Darrel Alejandro Holnes, Latinx Playwrights Circle, and Pregones/PRTT are thrilled to bring you the inaugural edition of the Greater Good Commission and Fest...

You may catch the broadcast on PRTT’s social media platforms. Click here to get the links!

The plays were presented at the 2021 Greater Good Theater Festival on October 23rd by the Latinx Playwrights Circle (LPC) and Pregones Theater/PRTT. The Event was be streamed online, and the plays moved to our digital archives after. The festival supported the playwrights with a small production budget, administrative support, casting services, and video recording and editing for the virtual festival.

Meet our Creators

Darrel Alejandro Holnes

Special Programs Director- “I’m thrilled to partner again with LPC and Pregones/PRTT on this fun initiative.

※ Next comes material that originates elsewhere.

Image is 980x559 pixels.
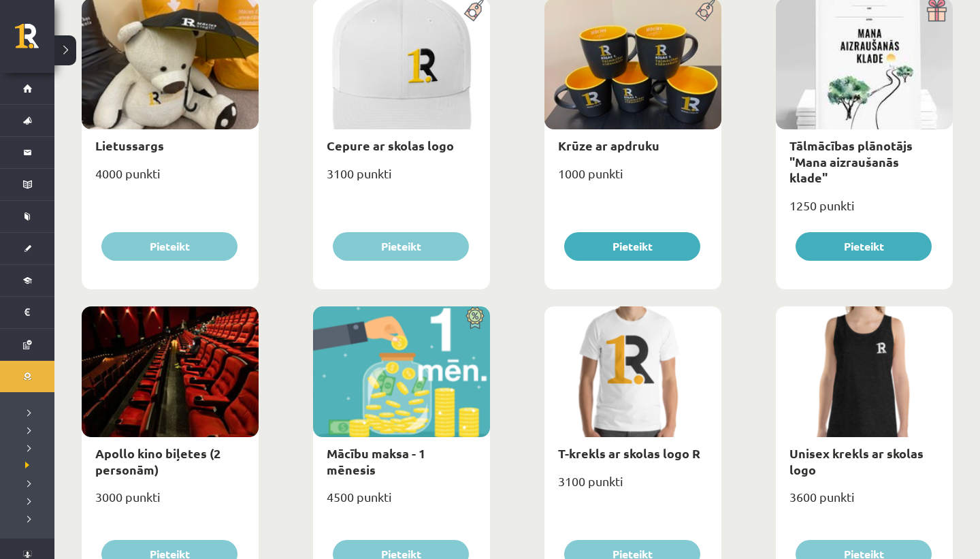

The LGBTQIA+ community has been through so much this past year with unemployment, homelessness, and medical issues at all-time highs due to the pandemic that I’d like to dedicate this second round to queer+ Latinx/e playwrights. It’s important that emerging playwrights have a chance to earn a living from their craft and with theaters only now beginning to re-open many continue to struggle financially; these mini grants will help those selected get on their way to a more sustainable artistic practice and help make US/American theater more inclusive and representative of this nation’s greatest strength, its diversity.”

Guadalís Del Carmen

Co-Artistic Director- “We learned and grew so much from our inaugural launch of the Greater Good. The fruit was in the wonderful playwrights we were able to connect with and continue to support. I’m beyond excited to continue this meaningful work and keep this family growing. We must continue to be bold and loud in our work and this second iteration of The Greater Good is no different from the first in creating space for our communities to be their unapologetic selves.”

Alisha Espinosa

Producer- “The beauty of the Greater Good Commission and Festival is more than its artistic merit. The Latinx community is vast and full of intersectional identities, yet is often reduced to a monolith, a generic story. By celebrating one of these intersections each year, we’re able to bring the richness and depth of our community into focus and to challenge flat narratives about who we are. ¡Estamos aquí!”